Set up the band's equipment in a suitable space where you will not cause disturbance to neighbors. Set up your home computer and recording software. Connect the audio interface to the computer. Plug your microphones into your audio interface. Set up mics in front of each amplifier. For drums, use one mic in front of the kick drum, one over the snare and an overhead mic to capture cymbals and the rest of the kit.
Record each musician's part. You may opt to record each part separately, or all together. How many tracks you are able to record simultaneously depends upon how many inputs your pre-amplifier/audio interface has. During each take, monitor the recording levels.
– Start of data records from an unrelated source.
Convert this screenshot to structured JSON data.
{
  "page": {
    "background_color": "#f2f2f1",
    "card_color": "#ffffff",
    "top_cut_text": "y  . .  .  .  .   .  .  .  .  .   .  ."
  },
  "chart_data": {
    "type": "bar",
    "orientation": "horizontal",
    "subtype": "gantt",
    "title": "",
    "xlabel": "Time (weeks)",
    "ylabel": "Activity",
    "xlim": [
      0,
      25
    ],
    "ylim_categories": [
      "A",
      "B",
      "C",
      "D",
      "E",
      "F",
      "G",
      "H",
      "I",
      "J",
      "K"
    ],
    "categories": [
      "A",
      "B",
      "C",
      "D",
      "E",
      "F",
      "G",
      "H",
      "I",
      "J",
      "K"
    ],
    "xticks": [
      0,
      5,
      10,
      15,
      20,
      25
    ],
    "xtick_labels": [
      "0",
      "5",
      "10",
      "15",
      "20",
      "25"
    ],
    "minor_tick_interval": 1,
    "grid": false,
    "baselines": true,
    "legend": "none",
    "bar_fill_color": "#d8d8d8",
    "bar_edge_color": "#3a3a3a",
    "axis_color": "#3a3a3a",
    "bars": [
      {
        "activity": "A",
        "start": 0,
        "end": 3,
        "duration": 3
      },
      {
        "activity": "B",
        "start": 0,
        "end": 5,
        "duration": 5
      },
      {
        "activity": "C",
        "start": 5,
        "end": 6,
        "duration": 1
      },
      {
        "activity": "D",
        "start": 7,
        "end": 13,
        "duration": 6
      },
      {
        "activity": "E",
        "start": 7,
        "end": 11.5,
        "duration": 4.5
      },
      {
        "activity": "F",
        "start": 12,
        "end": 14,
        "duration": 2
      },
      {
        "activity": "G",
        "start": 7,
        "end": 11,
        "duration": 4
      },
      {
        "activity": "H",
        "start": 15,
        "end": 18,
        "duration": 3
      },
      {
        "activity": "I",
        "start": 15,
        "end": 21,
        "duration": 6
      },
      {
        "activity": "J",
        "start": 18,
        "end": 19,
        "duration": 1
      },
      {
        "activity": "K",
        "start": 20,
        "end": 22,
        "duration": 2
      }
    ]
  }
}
If an instrument clips (goes "into the red" on its on-screen meter), stop the take. Reduce the level of pre-amplification gain for that instrument on the audio interface before starting a new take. Listen to each finished track separately, checking for audio glitches and mistakes. Re-record any parts that are not of an acceptable standard.
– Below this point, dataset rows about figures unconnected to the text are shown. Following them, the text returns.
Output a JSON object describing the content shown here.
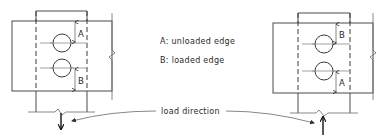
{
  "legend": {
    "a_label": "A: unloaded edge",
    "b_label": "B: loaded edge"
  },
  "load_direction_label": "load direction",
  "left_joint": {
    "top_dimension_label": "A",
    "bottom_dimension_label": "B",
    "load_arrow": "down"
  },
  "right_joint": {
    "top_dimension_label": "B",
    "bottom_dimension_label": "A",
    "load_arrow": "up"
  },
  "colors": {
    "line": "#4a4a4a",
    "text": "#2a2a2a",
    "background": "#ffffff"
  }
}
Mute all parts and then un-mute them one by one. In the example of a garage guitar band, un-mute the bass drum mic first, then the snare, the overhead, the bass guitar, the electric guitar and finally the vocal. Set the volume level of each track so that it is audible enough, but does not drown out the others. Do not set the volume of any individual track to a level above 0dB.
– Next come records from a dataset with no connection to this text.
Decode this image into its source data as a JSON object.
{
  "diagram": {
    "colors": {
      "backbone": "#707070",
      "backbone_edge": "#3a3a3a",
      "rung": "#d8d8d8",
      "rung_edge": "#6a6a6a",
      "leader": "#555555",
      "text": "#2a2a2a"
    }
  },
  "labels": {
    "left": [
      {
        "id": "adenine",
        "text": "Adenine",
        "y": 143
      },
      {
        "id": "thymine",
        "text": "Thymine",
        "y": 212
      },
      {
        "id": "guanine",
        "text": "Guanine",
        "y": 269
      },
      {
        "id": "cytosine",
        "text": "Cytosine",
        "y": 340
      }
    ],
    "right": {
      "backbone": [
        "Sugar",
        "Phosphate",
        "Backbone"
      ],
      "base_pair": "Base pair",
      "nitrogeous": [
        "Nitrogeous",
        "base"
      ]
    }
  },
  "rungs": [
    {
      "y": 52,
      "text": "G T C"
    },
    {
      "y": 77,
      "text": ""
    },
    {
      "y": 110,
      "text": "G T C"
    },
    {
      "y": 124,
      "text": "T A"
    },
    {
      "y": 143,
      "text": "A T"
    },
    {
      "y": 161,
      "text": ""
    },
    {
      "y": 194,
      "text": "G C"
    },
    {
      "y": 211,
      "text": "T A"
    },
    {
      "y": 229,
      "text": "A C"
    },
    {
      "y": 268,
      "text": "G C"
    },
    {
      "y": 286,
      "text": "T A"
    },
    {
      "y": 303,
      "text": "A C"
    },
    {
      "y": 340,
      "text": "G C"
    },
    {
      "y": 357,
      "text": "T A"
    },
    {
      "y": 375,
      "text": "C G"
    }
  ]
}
Use your recording software's automation function to turn up or down the individual tracks at points where they are not loud enough, or peak dramatically. Use EQ plug-ins in a complimentary way, toning down high-end frequencies on bassy instruments and the lowest frequencies on instruments in the treble register. Aim to prevent "masking," the phenomenon where instruments inhabiting the same frequency space clash with each other and cause a muddy, unclear sound.
Take 24 hours without listening to your "finished mix," then go back and listen to it again with fresh ears. Burn a CD copy and listen to it on as wide a range of audio systems as you can. Write down any problems you can discern with your mix. Make any necessary adjustments to the mix. Share the song with the musicians and friends to get opinions on how it sounds.